About this exercise: Repeat, line for line, the entries below from the first line to the line containing "The width and height of the screenshot is (739, 416).", counting both ends.

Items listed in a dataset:
.....

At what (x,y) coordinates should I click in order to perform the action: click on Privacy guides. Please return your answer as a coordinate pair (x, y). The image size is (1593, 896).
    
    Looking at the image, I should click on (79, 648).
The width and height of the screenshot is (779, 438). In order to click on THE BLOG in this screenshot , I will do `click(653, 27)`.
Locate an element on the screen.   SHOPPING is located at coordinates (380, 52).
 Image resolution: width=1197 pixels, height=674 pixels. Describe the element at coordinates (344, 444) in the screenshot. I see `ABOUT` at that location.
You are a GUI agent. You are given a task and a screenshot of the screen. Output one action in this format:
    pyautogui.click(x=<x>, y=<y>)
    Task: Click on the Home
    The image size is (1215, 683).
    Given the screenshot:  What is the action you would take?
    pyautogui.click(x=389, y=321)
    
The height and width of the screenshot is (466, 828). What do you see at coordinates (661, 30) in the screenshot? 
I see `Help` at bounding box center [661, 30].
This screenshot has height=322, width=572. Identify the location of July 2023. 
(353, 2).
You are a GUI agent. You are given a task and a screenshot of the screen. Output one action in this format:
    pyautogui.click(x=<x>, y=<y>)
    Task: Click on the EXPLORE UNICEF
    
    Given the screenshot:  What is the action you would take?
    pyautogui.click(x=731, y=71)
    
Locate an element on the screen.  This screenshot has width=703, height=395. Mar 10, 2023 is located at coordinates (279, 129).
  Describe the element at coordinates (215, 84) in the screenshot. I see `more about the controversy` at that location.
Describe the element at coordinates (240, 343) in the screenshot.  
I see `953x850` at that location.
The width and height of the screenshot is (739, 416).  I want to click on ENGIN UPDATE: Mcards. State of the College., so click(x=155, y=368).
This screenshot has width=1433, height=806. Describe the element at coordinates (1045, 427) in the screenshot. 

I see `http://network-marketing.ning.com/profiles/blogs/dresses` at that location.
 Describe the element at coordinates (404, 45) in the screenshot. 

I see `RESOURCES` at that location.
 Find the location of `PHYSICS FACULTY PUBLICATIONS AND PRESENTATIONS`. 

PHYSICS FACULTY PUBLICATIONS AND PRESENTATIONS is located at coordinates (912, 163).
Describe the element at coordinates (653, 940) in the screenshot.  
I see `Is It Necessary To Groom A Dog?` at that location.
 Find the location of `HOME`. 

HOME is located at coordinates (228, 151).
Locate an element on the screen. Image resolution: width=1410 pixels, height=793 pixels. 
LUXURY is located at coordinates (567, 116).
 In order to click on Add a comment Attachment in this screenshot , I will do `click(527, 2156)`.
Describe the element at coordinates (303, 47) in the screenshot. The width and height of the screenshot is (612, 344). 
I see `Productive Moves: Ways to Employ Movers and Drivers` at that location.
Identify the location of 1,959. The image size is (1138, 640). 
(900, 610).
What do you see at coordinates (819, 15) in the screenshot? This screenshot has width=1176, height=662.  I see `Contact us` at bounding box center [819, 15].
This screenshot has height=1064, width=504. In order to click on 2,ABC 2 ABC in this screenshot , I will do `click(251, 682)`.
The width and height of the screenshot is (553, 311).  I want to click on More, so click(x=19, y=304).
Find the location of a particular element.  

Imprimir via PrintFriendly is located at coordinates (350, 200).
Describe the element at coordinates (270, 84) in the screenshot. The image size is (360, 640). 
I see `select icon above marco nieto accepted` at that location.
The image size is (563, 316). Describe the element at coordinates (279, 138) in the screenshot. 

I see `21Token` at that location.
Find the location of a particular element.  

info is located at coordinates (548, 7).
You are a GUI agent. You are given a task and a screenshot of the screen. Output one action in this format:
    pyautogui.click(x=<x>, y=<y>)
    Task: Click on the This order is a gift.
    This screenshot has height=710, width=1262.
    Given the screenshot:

.....

Task result:
At what (x,y) coordinates should I click in order to perform the action: click on Privacy guides. Please return your answer as a coordinate pair (x, y). The image size is (1593, 896).
    
    Looking at the image, I should click on (79, 648).
The width and height of the screenshot is (779, 438). In order to click on THE BLOG in this screenshot , I will do `click(653, 27)`.
Locate an element on the screen.   SHOPPING is located at coordinates (380, 52).
 Image resolution: width=1197 pixels, height=674 pixels. Describe the element at coordinates (344, 444) in the screenshot. I see `ABOUT` at that location.
You are a GUI agent. You are given a task and a screenshot of the screen. Output one action in this format:
    pyautogui.click(x=<x>, y=<y>)
    Task: Click on the Home
    The image size is (1215, 683).
    Given the screenshot:  What is the action you would take?
    pyautogui.click(x=389, y=321)
    
The height and width of the screenshot is (466, 828). What do you see at coordinates (661, 30) in the screenshot? 
I see `Help` at bounding box center [661, 30].
This screenshot has height=322, width=572. Identify the location of July 2023. 
(353, 2).
You are a GUI agent. You are given a task and a screenshot of the screen. Output one action in this format:
    pyautogui.click(x=<x>, y=<y>)
    Task: Click on the EXPLORE UNICEF
    
    Given the screenshot:  What is the action you would take?
    pyautogui.click(x=731, y=71)
    
Locate an element on the screen.  This screenshot has width=703, height=395. Mar 10, 2023 is located at coordinates (279, 129).
  Describe the element at coordinates (215, 84) in the screenshot. I see `more about the controversy` at that location.
Describe the element at coordinates (240, 343) in the screenshot.  
I see `953x850` at that location.
The width and height of the screenshot is (739, 416).  I want to click on ENGIN UPDATE: Mcards. State of the College., so click(x=155, y=368).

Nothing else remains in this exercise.